What It’s Like To Collect Holocaust Artifacts For A Living
Susan Snyder has been a curator at the United States Holocaust Memorial Museum for the past 26 years. She travels the country, and sometimes Europe, meeting with people who have collections of Holocaust artifacts and memorabilia. Last week, she came to Chicago on a collecting trip and took a few minutes to explain to Forward contributor Aimee Levitt what the museum is looking for and what it does with the material it finds.
The museum started collecting before it was built. The first collections came in 1984, but they didn’t start building till 1988. In 1989, it put ads in major newspapers for people who had artifacts to contact the museum. There was an influx then. After we opened in 1993, we thought it would slow down, but it didn’t. The museum steadily gets between 300 and 400 collections a year. We catalog and put as much as possible online. We want to make everything available to scholars and researchers.
We have become the major repository for Holocaust historical material in this country and one of the major repositories in the world. We have curators in Poland, France and Germany; people who help out in Hungary, and other people who identify collections overseas. We’ve done surveys in European countries, in the former USSR and in Central and South American countries. We just signed new agreements with Romania for archival material that was unavailable during the Cold War.
The most important thing is, I’m using our own collections for research, which is fabulous. I feel fortunate to walk out into the reading room and do research there. We just opened a new research center in Maryland, the Shapell Center. It’s state of the art. A lot of research and scholarship are done out there. I was just there with an Irish Ph.D. student who was studying [displaced persons] camps. She was able to look at prewar films, textiles, Joint Distribution Committee-produced Judaica, a wedding dress a woman made from parachute that she got from bartering coffee and cigarettes, crafts.
It’s very important everything is accessible at a public facility. The museum has a database of a quarter of a million pages. Seventeen million people were persecuted under Nazism, both Jewish and non-Jewish. We’re not just trying to find victims but also to help people remember where they were. Postwar, records were taken from the camps to a central location so they wouldn’t be destroyed. In 2008, we were able to get a digital copy. The original lives in Germany.
Our goal is to be the best resource possible, to give people answers. If that means a denier walks in off of the street to use our facilities, we have no choice. We’re federally-funded.
For me, the best thing about our collection is that we only work with private collections. The people donating the collections are survivors or the friends and children of survivors. We encourage people to at least to talk to us, whether or not they’re willing to donate.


WHAT THE TASK ASKS: The response must consist of all the records, retyped exactly.

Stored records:
===

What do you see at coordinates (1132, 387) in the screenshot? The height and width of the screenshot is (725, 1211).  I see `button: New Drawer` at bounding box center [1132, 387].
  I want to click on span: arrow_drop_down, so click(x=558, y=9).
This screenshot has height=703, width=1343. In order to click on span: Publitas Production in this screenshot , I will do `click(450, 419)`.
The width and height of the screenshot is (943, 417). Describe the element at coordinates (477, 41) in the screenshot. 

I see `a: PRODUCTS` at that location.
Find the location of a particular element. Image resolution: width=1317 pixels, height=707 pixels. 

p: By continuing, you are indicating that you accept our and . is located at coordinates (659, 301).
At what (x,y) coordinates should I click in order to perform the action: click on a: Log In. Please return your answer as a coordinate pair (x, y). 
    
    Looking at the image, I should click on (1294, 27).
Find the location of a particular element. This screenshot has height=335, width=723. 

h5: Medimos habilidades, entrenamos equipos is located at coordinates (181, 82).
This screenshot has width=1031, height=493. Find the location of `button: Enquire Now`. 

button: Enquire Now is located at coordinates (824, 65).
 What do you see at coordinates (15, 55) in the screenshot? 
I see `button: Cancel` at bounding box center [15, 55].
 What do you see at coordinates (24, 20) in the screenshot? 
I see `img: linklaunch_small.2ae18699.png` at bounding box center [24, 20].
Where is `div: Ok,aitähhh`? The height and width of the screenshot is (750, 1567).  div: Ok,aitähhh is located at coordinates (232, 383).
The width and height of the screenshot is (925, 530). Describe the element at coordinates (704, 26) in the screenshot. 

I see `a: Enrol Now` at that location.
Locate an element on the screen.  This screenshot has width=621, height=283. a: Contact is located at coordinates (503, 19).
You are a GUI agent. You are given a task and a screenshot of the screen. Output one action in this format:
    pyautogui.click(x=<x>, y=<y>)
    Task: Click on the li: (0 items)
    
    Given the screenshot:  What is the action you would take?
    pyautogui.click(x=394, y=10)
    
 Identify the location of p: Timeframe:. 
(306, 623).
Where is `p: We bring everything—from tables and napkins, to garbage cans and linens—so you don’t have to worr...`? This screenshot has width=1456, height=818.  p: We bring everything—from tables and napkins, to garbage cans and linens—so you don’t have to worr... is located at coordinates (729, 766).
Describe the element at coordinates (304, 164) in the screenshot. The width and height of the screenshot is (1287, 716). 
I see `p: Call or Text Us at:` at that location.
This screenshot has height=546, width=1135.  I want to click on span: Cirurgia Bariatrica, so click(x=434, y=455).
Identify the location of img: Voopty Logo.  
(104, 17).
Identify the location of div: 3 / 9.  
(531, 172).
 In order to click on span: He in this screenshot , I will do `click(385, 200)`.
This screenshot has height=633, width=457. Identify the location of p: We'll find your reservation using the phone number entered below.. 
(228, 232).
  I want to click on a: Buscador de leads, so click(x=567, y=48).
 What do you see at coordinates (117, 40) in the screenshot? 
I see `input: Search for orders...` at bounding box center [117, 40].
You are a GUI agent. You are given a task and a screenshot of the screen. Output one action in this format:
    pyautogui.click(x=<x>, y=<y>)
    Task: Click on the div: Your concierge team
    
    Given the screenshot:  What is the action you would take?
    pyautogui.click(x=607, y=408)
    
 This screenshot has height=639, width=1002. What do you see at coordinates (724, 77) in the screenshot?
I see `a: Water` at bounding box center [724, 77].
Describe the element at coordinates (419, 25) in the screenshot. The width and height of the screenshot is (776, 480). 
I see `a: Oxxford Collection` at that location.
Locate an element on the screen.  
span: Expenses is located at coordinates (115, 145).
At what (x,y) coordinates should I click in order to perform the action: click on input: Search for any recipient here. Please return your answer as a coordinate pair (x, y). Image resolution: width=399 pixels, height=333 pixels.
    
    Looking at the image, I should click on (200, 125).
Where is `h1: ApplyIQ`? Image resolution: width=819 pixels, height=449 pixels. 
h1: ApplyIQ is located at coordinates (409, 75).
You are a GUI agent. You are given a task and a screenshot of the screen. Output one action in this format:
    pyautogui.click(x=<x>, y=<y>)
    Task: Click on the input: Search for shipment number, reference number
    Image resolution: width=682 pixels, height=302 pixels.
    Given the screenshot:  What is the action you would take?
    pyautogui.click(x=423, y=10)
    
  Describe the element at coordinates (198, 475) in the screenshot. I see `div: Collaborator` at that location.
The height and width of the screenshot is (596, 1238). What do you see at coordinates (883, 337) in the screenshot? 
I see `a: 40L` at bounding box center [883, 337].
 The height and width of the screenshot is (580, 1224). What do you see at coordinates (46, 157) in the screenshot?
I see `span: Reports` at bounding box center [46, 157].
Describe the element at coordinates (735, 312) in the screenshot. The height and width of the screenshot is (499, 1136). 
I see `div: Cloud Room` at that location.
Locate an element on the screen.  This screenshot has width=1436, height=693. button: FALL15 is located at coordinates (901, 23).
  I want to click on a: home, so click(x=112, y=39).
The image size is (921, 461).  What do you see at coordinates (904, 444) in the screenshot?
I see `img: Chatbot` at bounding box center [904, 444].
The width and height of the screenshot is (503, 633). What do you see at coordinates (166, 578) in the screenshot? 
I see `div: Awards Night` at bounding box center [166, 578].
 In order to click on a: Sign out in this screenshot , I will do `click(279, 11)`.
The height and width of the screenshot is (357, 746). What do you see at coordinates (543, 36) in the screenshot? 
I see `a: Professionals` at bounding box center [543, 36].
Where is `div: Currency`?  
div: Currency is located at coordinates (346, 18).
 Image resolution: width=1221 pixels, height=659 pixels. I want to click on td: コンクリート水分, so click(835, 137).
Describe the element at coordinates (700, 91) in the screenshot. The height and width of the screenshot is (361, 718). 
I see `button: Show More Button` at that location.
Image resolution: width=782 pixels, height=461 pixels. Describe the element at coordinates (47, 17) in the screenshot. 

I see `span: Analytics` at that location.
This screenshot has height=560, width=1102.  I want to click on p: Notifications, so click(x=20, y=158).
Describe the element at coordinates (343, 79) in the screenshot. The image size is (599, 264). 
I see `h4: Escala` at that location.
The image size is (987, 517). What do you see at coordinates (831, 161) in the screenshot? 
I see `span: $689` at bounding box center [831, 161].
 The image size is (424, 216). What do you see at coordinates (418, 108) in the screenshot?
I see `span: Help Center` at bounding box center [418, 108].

===

RESULT OF THE TASK:
What do you see at coordinates (1132, 387) in the screenshot? The height and width of the screenshot is (725, 1211).  I see `button: New Drawer` at bounding box center [1132, 387].
  I want to click on span: arrow_drop_down, so click(x=558, y=9).
This screenshot has height=703, width=1343. In order to click on span: Publitas Production in this screenshot , I will do `click(450, 419)`.
The width and height of the screenshot is (943, 417). Describe the element at coordinates (477, 41) in the screenshot. 

I see `a: PRODUCTS` at that location.
Find the location of a particular element. Image resolution: width=1317 pixels, height=707 pixels. 

p: By continuing, you are indicating that you accept our and . is located at coordinates (659, 301).
At what (x,y) coordinates should I click in order to perform the action: click on a: Log In. Please return your answer as a coordinate pair (x, y). 
    
    Looking at the image, I should click on (1294, 27).
Find the location of a particular element. This screenshot has height=335, width=723. 

h5: Medimos habilidades, entrenamos equipos is located at coordinates (181, 82).
This screenshot has width=1031, height=493. Find the location of `button: Enquire Now`. 

button: Enquire Now is located at coordinates (824, 65).
 What do you see at coordinates (15, 55) in the screenshot? 
I see `button: Cancel` at bounding box center [15, 55].
 What do you see at coordinates (24, 20) in the screenshot? 
I see `img: linklaunch_small.2ae18699.png` at bounding box center [24, 20].
Where is `div: Ok,aitähhh`? The height and width of the screenshot is (750, 1567).  div: Ok,aitähhh is located at coordinates (232, 383).
The width and height of the screenshot is (925, 530). Describe the element at coordinates (704, 26) in the screenshot. 

I see `a: Enrol Now` at that location.
Locate an element on the screen.  This screenshot has width=621, height=283. a: Contact is located at coordinates (503, 19).
You are a GUI agent. You are given a task and a screenshot of the screen. Output one action in this format:
    pyautogui.click(x=<x>, y=<y>)
    Task: Click on the li: (0 items)
    
    Given the screenshot:  What is the action you would take?
    pyautogui.click(x=394, y=10)
    
 Identify the location of p: Timeframe:. 
(306, 623).
Where is `p: We bring everything—from tables and napkins, to garbage cans and linens—so you don’t have to worr...`? This screenshot has width=1456, height=818.  p: We bring everything—from tables and napkins, to garbage cans and linens—so you don’t have to worr... is located at coordinates (729, 766).
Describe the element at coordinates (304, 164) in the screenshot. The width and height of the screenshot is (1287, 716). 
I see `p: Call or Text Us at:` at that location.
This screenshot has height=546, width=1135.  I want to click on span: Cirurgia Bariatrica, so click(x=434, y=455).
Identify the location of img: Voopty Logo.  
(104, 17).
Identify the location of div: 3 / 9.  
(531, 172).
 In order to click on span: He in this screenshot , I will do `click(385, 200)`.
This screenshot has height=633, width=457. Identify the location of p: We'll find your reservation using the phone number entered below.. 
(228, 232).
  I want to click on a: Buscador de leads, so click(x=567, y=48).
 What do you see at coordinates (117, 40) in the screenshot? 
I see `input: Search for orders...` at bounding box center [117, 40].
You are a GUI agent. You are given a task and a screenshot of the screen. Output one action in this format:
    pyautogui.click(x=<x>, y=<y>)
    Task: Click on the div: Your concierge team
    
    Given the screenshot:  What is the action you would take?
    pyautogui.click(x=607, y=408)
    
 This screenshot has height=639, width=1002. What do you see at coordinates (724, 77) in the screenshot?
I see `a: Water` at bounding box center [724, 77].
Describe the element at coordinates (419, 25) in the screenshot. The width and height of the screenshot is (776, 480). 
I see `a: Oxxford Collection` at that location.
Locate an element on the screen.  
span: Expenses is located at coordinates (115, 145).
At what (x,y) coordinates should I click in order to perform the action: click on input: Search for any recipient here. Please return your answer as a coordinate pair (x, y). Image resolution: width=399 pixels, height=333 pixels.
    
    Looking at the image, I should click on (200, 125).
Where is `h1: ApplyIQ`? Image resolution: width=819 pixels, height=449 pixels. 
h1: ApplyIQ is located at coordinates (409, 75).
You are a GUI agent. You are given a task and a screenshot of the screen. Output one action in this format:
    pyautogui.click(x=<x>, y=<y>)
    Task: Click on the input: Search for shipment number, reference number
    Image resolution: width=682 pixels, height=302 pixels.
    Given the screenshot:  What is the action you would take?
    pyautogui.click(x=423, y=10)
    
  Describe the element at coordinates (198, 475) in the screenshot. I see `div: Collaborator` at that location.
The height and width of the screenshot is (596, 1238). What do you see at coordinates (883, 337) in the screenshot? 
I see `a: 40L` at bounding box center [883, 337].
 The height and width of the screenshot is (580, 1224). What do you see at coordinates (46, 157) in the screenshot?
I see `span: Reports` at bounding box center [46, 157].
Describe the element at coordinates (735, 312) in the screenshot. The height and width of the screenshot is (499, 1136). 
I see `div: Cloud Room` at that location.
Locate an element on the screen.  This screenshot has width=1436, height=693. button: FALL15 is located at coordinates (901, 23).
  I want to click on a: home, so click(x=112, y=39).
The image size is (921, 461).  What do you see at coordinates (904, 444) in the screenshot?
I see `img: Chatbot` at bounding box center [904, 444].
The width and height of the screenshot is (503, 633). What do you see at coordinates (166, 578) in the screenshot? 
I see `div: Awards Night` at bounding box center [166, 578].
 In order to click on a: Sign out in this screenshot , I will do `click(279, 11)`.
The height and width of the screenshot is (357, 746). What do you see at coordinates (543, 36) in the screenshot? 
I see `a: Professionals` at bounding box center [543, 36].
Where is `div: Currency`?  
div: Currency is located at coordinates (346, 18).
 Image resolution: width=1221 pixels, height=659 pixels. I want to click on td: コンクリート水分, so click(835, 137).
Describe the element at coordinates (700, 91) in the screenshot. The height and width of the screenshot is (361, 718). 
I see `button: Show More Button` at that location.
Image resolution: width=782 pixels, height=461 pixels. Describe the element at coordinates (47, 17) in the screenshot. 

I see `span: Analytics` at that location.
This screenshot has height=560, width=1102.  I want to click on p: Notifications, so click(x=20, y=158).
Describe the element at coordinates (343, 79) in the screenshot. The image size is (599, 264). 
I see `h4: Escala` at that location.
The image size is (987, 517). What do you see at coordinates (831, 161) in the screenshot? 
I see `span: $689` at bounding box center [831, 161].
 The image size is (424, 216). What do you see at coordinates (418, 108) in the screenshot?
I see `span: Help Center` at bounding box center [418, 108].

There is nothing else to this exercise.